A strange thing happens when you search for ‘maternity suit’ on any online clothing site: a black hole appears. The same happens when you walk into a store as a pregnant person looking for a suit. I’m no physicist, but I suspect this phenomenon is less about gravity and more about good old-fashioned misogyny.
My pregnancy has reached a stage where I no longer look like I’ve eaten an extra-large portion of fish and chips, but like someone growing a baby. Actually, a child. This time around, my bump is significantly bigger than it was with my first, and it became apparent much earlier. Consequently, I’m struggling to fit my magnificent body into any of my existing clothes. I also, for the first time in 15 years, regularly attend a formal workplace (a secondary school) where people wear blazers, ties, and shiny shoes. There’s a gap in my wardrobe.
Since it’s Secondhand September, and I’m a fashion scavenger by nature, I started with secondhand options: Vinted, Oxfam, and a fantastic maternity clothing library in my neighborhood. There were flowy summer dresses, stretchy jeans, Breton stripes galore, and some striking elasticated pieces that looked like the unlikely offspring of gym equipment and stripping costumes. But an actual suit? Nowhere to be found.
Early the next morning, before my son woke up, I procrastinated by searching for ‘maternity suit formal.’ The results? Metallic ball gowns, navy lace bridesmaid dresses, and – you guessed it – flowy, floral frocks. Suits? Coordinated jackets and trousers? Sharp tailoring and pointed collars? Not so much. This points to a damning conclusion: we simply don’t expect pregnant women to have ‘professional’ jobs. Now, I consider any regular paid work a profession, but you know what I mean: law, education, politics, management. The traditional, wood-panelled world of high-paying, high-status jobs, once dominated by men, is slowly opening up to mainly middle-class, often white women. The failure to provide professional clothing options for pregnant women is more than just an inconvenience; it reflects a deeply ingrained misogynistic view of competence and fertility.

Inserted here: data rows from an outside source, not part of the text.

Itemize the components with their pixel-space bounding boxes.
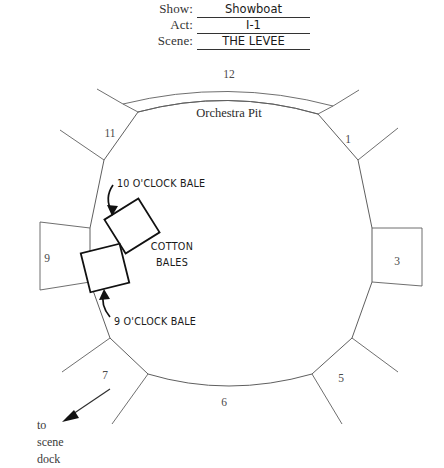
wing-number-5: 5	[338, 372, 344, 384]
wing-number-7: 7	[102, 369, 108, 381]
wing-number-12: 12	[223, 68, 235, 80]
stage-ground-plan: 1 3 5 6 7 9 11 12 Orchestra Pit 10 O'CLO…	[0, 0, 444, 468]
cotton-bales-label-line1: COTTON	[151, 241, 193, 252]
scene-dock-label-line1: to	[37, 418, 46, 432]
scene-dock-label-line3: dock	[37, 452, 60, 466]
bale-9-label: 9 O'CLOCK BALE	[114, 316, 196, 327]
scene-dock-label-line2: scene	[37, 435, 64, 449]
wing-number-1: 1	[345, 133, 351, 145]
wing-number-9: 9	[44, 252, 50, 264]
cotton-bales-label-line2: BALES	[156, 257, 188, 268]
bale-10-label: 10 O'CLOCK BALE	[117, 178, 205, 189]
cotton-bale-9-oclock[interactable]	[81, 244, 129, 292]
wing-number-6: 6	[221, 396, 227, 408]
wing-number-3: 3	[394, 255, 400, 267]
scene-dock-arrow	[62, 389, 110, 422]
orchestra-pit-label: Orchestra Pit	[196, 106, 262, 120]
wing-number-11: 11	[104, 127, 115, 139]
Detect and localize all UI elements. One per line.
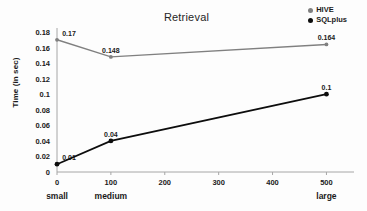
data-point-sqlplus xyxy=(108,138,113,143)
retrieval-line-chart: Retrieval HIVE SQLplus Time (in sec) 00.… xyxy=(0,0,367,211)
data-point-sqlplus xyxy=(55,162,60,167)
data-point-hive xyxy=(109,55,113,59)
plot-area xyxy=(0,0,367,211)
data-point-sqlplus xyxy=(324,92,329,97)
data-point-hive xyxy=(55,38,59,42)
data-point-hive xyxy=(325,43,329,47)
series-line-sqlplus xyxy=(57,94,326,164)
series-line-hive xyxy=(57,40,326,57)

Pregnant women are not expected, perhaps not even trusted, to handle significant responsibility (even though they are, literally, managing a matter of life and death in their womb). Our intellectual capacity is dismissed, our commitment questioned, and our qualifications eclipsed by the existence of a fetus. Just look at the data from Pregnant Then Screwed to understand the ongoing crisis in maternal employment rights.
It’s bizarre how Western society assumes that the moment a bump appears, lawyers, teachers, and politicians abandon their careers for coffee mornings, nightclubs, and picnics, especially considering the astronomical cost of childcare for those returning to full-time work.
For now, I’ll be heading to school in my husband’s shirt, a pair of trousers held together with a safety pin, and my suit jacket, completely undone. If Alfred Hitchcock is selling off his old wardrobe, please let me know.